Zillow,
Your position seems to be designed to be legally safe, for now, but the reality is your Zestimate is a powerful number that everyone else has to work to overcome. If you undervalue a property you cost people real money, and you give no recourse. This is a very unfair business practice.
Tom
On Sep 12,2018, at 8:49 AM, Chris S. (Zillow) <*******@zillow.com> wrote:
##- Please type your reply above this line -##
Your request (*******) has been updated. To add additional comments, reply to this email.
Chris S.
Chris S. (Zillow Help Center)
Sep 12,8:49 AM PDT
Hi again,
Thank you for the follow-up.
For the first and second question, we are trying to let you know that our Zestimate is not actually a value that is pertaining to or for comparative market analysis. This is just an estimate that is being calculated based on the data, sales records, tax information and the home facts (Bedrooms, baths, square footage); a starting point value of the home. The Zestimate algorithm models are constantly updating to provide the very best starting value of a home given the data that we have available. This is the reason why we do not use or accept appraisals for the homes, on Zillow, because it's important that the Zestimate algorithm be consistently applied to all properties in a similar manner by using the same data points for every property. An appraiser physically inspects the property and takes special features, location, and market conditions into account. We do not factor these details into our Zestimate.
The current Zestimate is $140,368, the last time I have checked the property page, the Zestimate was $139,460. This is the calculation based on the data we have from the property page. You may look at Zestimate history & details to know how it was calculated.
For the third question, since thousands of data points go into the Zestimate calculation, it is difficult to pinpoint a specific reason for the difference in Zestimate between your home and your neighbor's home.
To name a few possible reasons:
-Quality of the homes (materials, upgrades)
-Floor plan/structural layout might be correlated with the values
-Past transaction history
-Tax assessments
You may check them on the home page you are referring as the identical unit of your home, so you would have the chance to compare and know the difference in the home facts.
For the fourth question, what you see is the Private Zestimate. This can only be seen by the home owner and you have that because you have the chance to edit your comps. But it will not be publicized because the comps that appear on our property pages are computer generated.
Lastly, be noted that Zestimate cannot be manually edited or removed from the home page. The only thing that will change it is by updating the home facts or any incorrect data that you see on the home page. Again, we don't mean this estimation to be an official appraisal.
Thank you for understanding this matter.
Thank you for using Zillow.
Chris S.
Consumer Care Advocate
https://zillow.zendesk.com/hc/en-us
App User
App User
Sep 11,5:24 PM PDT
This is a follow-up to your previous request #******* "Zestimate inquiry"
Hi Chris,
I understand most of your note but where I'm still confused is the following:
1) The local realtor says my property is about $180K
2) Zestimate says $140K
3) The identical unit next door to mine has a Zestimate of $148K
3) If I use the Zillow "View my Comps", it gives $241K
4) In the 2 years before you changed your algorithm my property Zestimate went from $146K to $176K, and then in one month, the month your new algorithm started, it dropped to $121K, a drop of $55K or 31%!
7/6/16 146,500
12/24/16 165,017
2/15/17 167,913
4/10/17 175,520
8/1/17 121,055
As so many people make use of Zillow when hunting for a home, it is really not right to present my home as $140K when it is likely between $175K and $200K.
Can you do anything to correct the public online Zestimate for my property.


What is being asked -
Each line below from the one containing "You are a GUI" through the one containing "This screenshot has height=500, width=1053." is to be given again exactly, and no line outside that span.

Entries shown -
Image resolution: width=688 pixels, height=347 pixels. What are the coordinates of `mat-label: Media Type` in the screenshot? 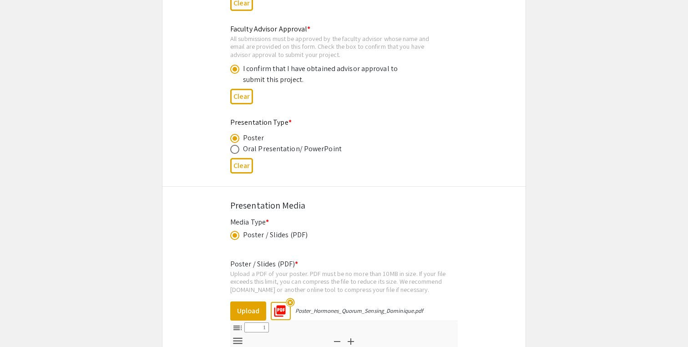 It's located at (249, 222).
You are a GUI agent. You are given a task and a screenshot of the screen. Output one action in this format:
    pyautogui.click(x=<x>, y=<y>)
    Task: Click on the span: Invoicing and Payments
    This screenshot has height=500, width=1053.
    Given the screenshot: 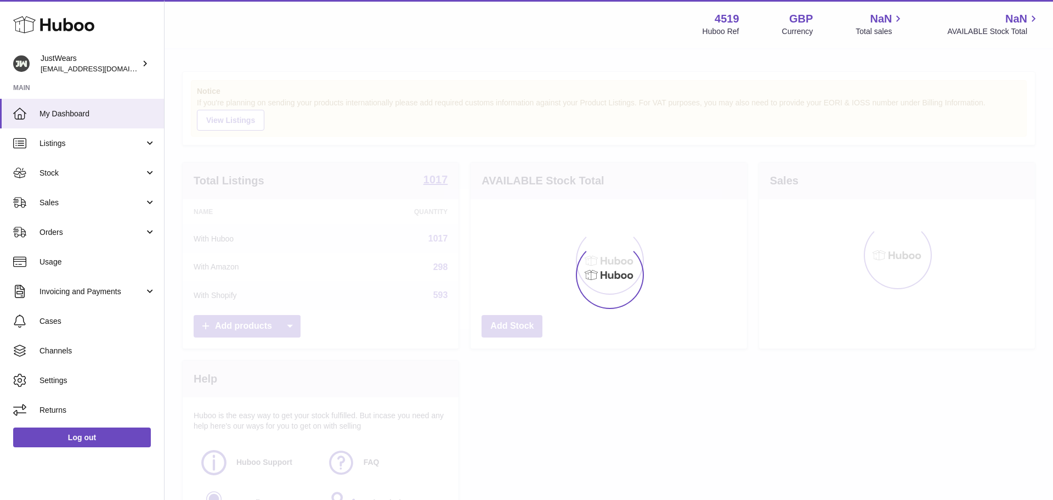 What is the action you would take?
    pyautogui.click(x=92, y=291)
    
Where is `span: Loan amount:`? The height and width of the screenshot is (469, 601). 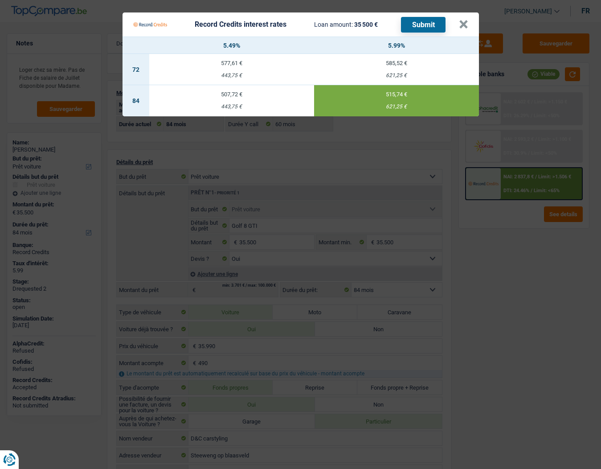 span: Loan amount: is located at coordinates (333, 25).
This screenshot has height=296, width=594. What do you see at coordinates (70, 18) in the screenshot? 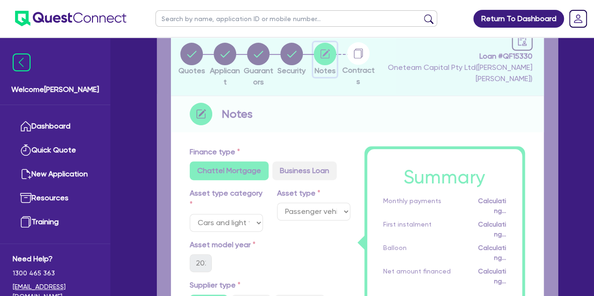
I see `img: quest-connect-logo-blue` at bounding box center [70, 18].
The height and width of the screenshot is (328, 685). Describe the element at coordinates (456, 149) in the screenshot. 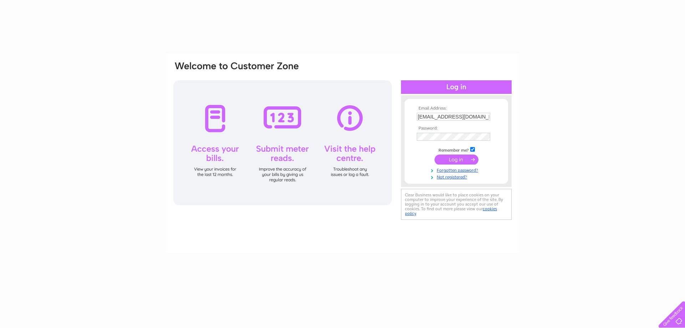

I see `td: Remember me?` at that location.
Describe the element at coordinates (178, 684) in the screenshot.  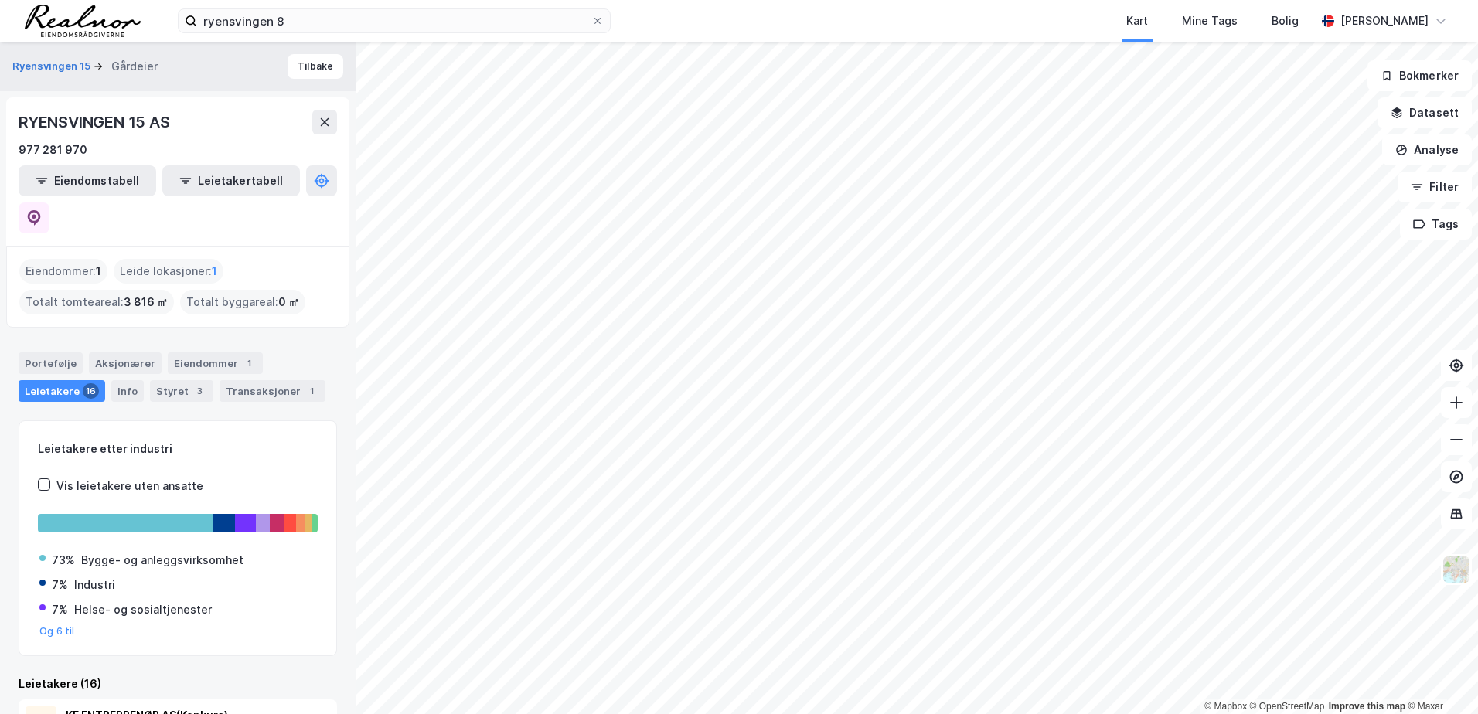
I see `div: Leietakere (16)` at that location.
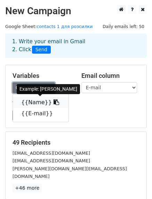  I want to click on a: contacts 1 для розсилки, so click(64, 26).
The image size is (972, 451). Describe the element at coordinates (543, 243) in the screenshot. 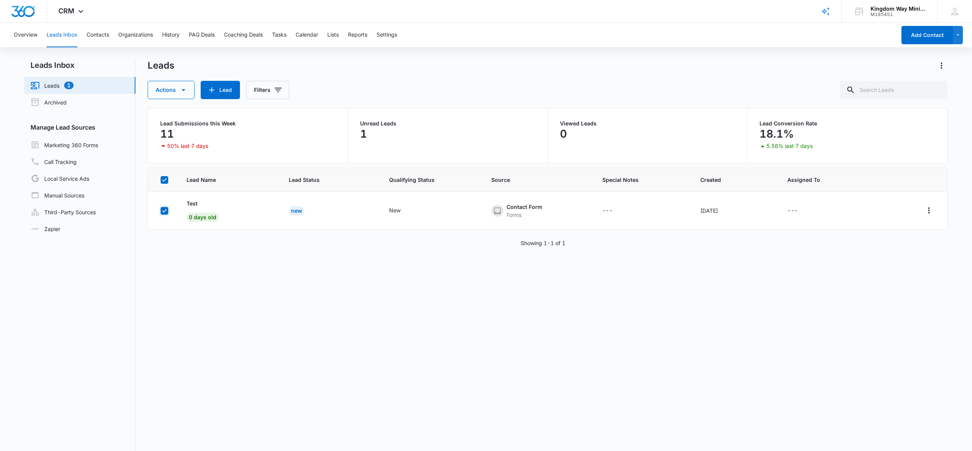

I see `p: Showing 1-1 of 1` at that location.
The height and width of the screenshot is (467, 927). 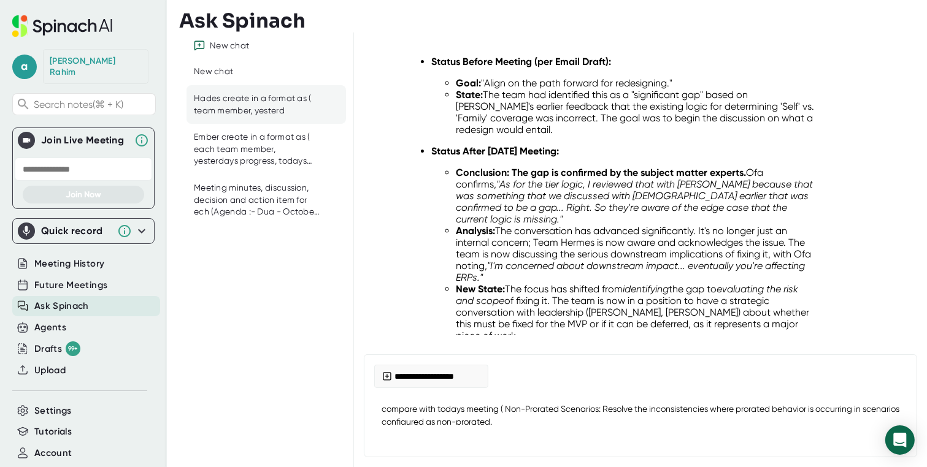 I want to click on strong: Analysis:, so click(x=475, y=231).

Answer space -
You are a GUI agent. You are given a task and a screenshot of the screen. Output one action in this format:
    pyautogui.click(x=<x>, y=<y>)
    Task: Click on the span: Invoicing and Payments
    This screenshot has height=500, width=1053.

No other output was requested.